Squirrels, of course, use the acorns nuts for nutrition. So do birds. Walk through an oak grove in late summer or fall, and you’ll hear the tap-tap-tapping of a woodpecker depositing the acorns in holes drilled in the bark. Even the mighty grizzly bears, when they roamed wild here, had a hankering for acorn. They used their powerful strength to shake the oak limbs, raining down the nuts to enjoy a feast.
When Native Americans discovered the bounty of California thousands of years ago, their entire society became entrenched with these trees. They saw oaks as gifts from the gods. The acorns became the staple of the California Indian diet. Women and children spent hours harvesting the nuts in the autumn and grinding them with rock pestle and mortars. Here in the South Valley at Chitactac-Adams County Park, you can still see the grinding holes in a rock cropping along the creek.
Once the tannic acid was washed out, the ground-up acorns were cooked into mush or used as the base for a nutritious vegetable soup. Acorns are full of fat, protein and fiber. They’re also a bountiful source of vitamins A and C as well as many essential amino acids.
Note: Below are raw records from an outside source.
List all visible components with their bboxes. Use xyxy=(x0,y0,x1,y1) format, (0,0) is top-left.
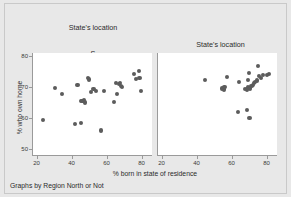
scatter-point xyxy=(255,78,259,82)
x-tick-label-left: 20 xyxy=(33,160,40,166)
figure-canvas: State's location S & W Based on Region S… xyxy=(0,0,291,197)
scatter-plot-panel-right xyxy=(158,53,277,155)
x-tick-left xyxy=(37,156,38,159)
scatter-point xyxy=(115,92,119,96)
x-tick-right xyxy=(267,156,268,159)
x-axis-line-right xyxy=(158,155,277,156)
scatter-point xyxy=(112,100,116,104)
x-tick-left xyxy=(107,156,108,159)
scatter-point xyxy=(79,121,83,125)
figure-footnote: Graphs by Region North or Not xyxy=(10,182,104,189)
panel-left-title-line-1: State's location xyxy=(33,24,153,33)
scatter-point xyxy=(137,76,141,80)
x-tick-label-left: 40 xyxy=(68,160,75,166)
scatter-point xyxy=(247,116,251,120)
x-tick-label-right: 40 xyxy=(193,160,200,166)
y-tick-label: 80 xyxy=(16,53,28,59)
x-tick-label-left: 60 xyxy=(103,160,110,166)
x-tick-label-right: 20 xyxy=(158,160,165,166)
x-tick-right xyxy=(197,156,198,159)
y-axis-line-right xyxy=(157,53,158,156)
y-tick-left xyxy=(29,56,32,57)
y-axis-line-left xyxy=(32,53,33,156)
x-tick-right xyxy=(232,156,233,159)
scatter-point xyxy=(60,92,64,96)
x-tick-left xyxy=(72,156,73,159)
x-axis-line-left xyxy=(33,155,152,156)
x-tick-label-right: 80 xyxy=(263,160,270,166)
scatter-point xyxy=(83,100,87,104)
scatter-point xyxy=(236,110,240,114)
y-axis-label: % who own home xyxy=(16,68,23,148)
x-axis-label: % born in state of residence xyxy=(33,170,277,177)
x-tick-right xyxy=(162,156,163,159)
scatter-point xyxy=(245,108,249,112)
y-tick-left xyxy=(29,149,32,150)
y-tick-left xyxy=(29,118,32,119)
scatter-point xyxy=(139,89,143,93)
panel-right-title-line-1: State's location xyxy=(158,41,283,50)
y-tick-left xyxy=(29,87,32,88)
x-tick-label-right: 60 xyxy=(228,160,235,166)
scatter-point xyxy=(73,122,77,126)
x-tick-label-left: 80 xyxy=(138,160,145,166)
scatter-point xyxy=(222,85,226,89)
x-tick-left xyxy=(142,156,143,159)
scatter-plot-panel-left xyxy=(33,53,152,155)
scatter-point xyxy=(99,128,103,132)
scatter-point xyxy=(75,83,79,87)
The various California tribes revered the oaks so much, that among some the trees played an important role in religious ceremonies. Acorns became fertility symbols.
The oaks also played an important role in the European exploration and settlement of California. On Dec. 16, 1602, Sebastián VizcaÃno landed at what’s now Monterey. The Spanish explorer found a huge oak on the shore and had his men cut a large deep cross on the trunk. There, they celebrated mass. Until it fell in 1896, the tree was the west coast’s Plymouth Rock.
So plentiful were oaks here in our own Santa Clara Valley that Spanish explorer Juan Bautista de Anza christened this region “El Llano de los Robles” – the Plain of the Oaks. When the British explorer George Vancouver wandered through the South Valley region in 1796, he felt amazed by the beauty and bounty of the trees. He wrote in his journal: “For about twenty miles it could only be compared to a park which had originally been closely planted with the true old English oak.”
Unfortunately, as more and more settlers came, more and more oaks fell. The Americans particularly got busy toppling oaks to turn Santa Clara Valley’s park-like plain into farms and orchards. Wood was used as lumber (although the redwoods in the mountains served better for that purpose). But most of it was burned as fuel for heating and cooking, and to power steamships. The tannic acid leached out of the bark also played an important role in the hide industry that made many Californios and Americans prosperous.
Today, as California’s population booms and oak groves give way to massive housing divisions, the future of the trees has come into debate. Conservation is critical. That’s why groups such as the California Oak Foundation and the California Native Plant Society want to achieve a balance between oak preservation and restoration with construction developments.
Perhaps because they’re so plentiful in coastal California, we take our oaks for granted. They seem everywhere here in the South Valley. They dot our foothills and ranchlands. They shade our neighborhoods and city parks. Morgan Hill even named one of its high schools “Live Oak” after one species of the tree
It’s important to save these beautiful trees. Throughout the South Valley, many have stood more than 100 or even 200 years old. The oak trees are a part of our region’s history. They’re also a part of our future. They add greatly to the natural beauty of this place we call home. They’re also serve as an integral part of our ecosystem. They’re a foundation supporting our environment.
Oaks belong to the genus “Quercus,” a Latin name derived from two Celtic words: quer for “fine,” and cuez for “tree.” The term seems appropriate because oaks are fine trees indeed. Just ask the 102 volunteers who helped plant many of them a couple of Saturdays ago.
And if you want to see the newly planted oaks, visit the San Pedro Percolation Ponds Trails in Morgan Hill, located at the corner of Hill Avenue and San Pedro Road. The trails remain open during daylight hours.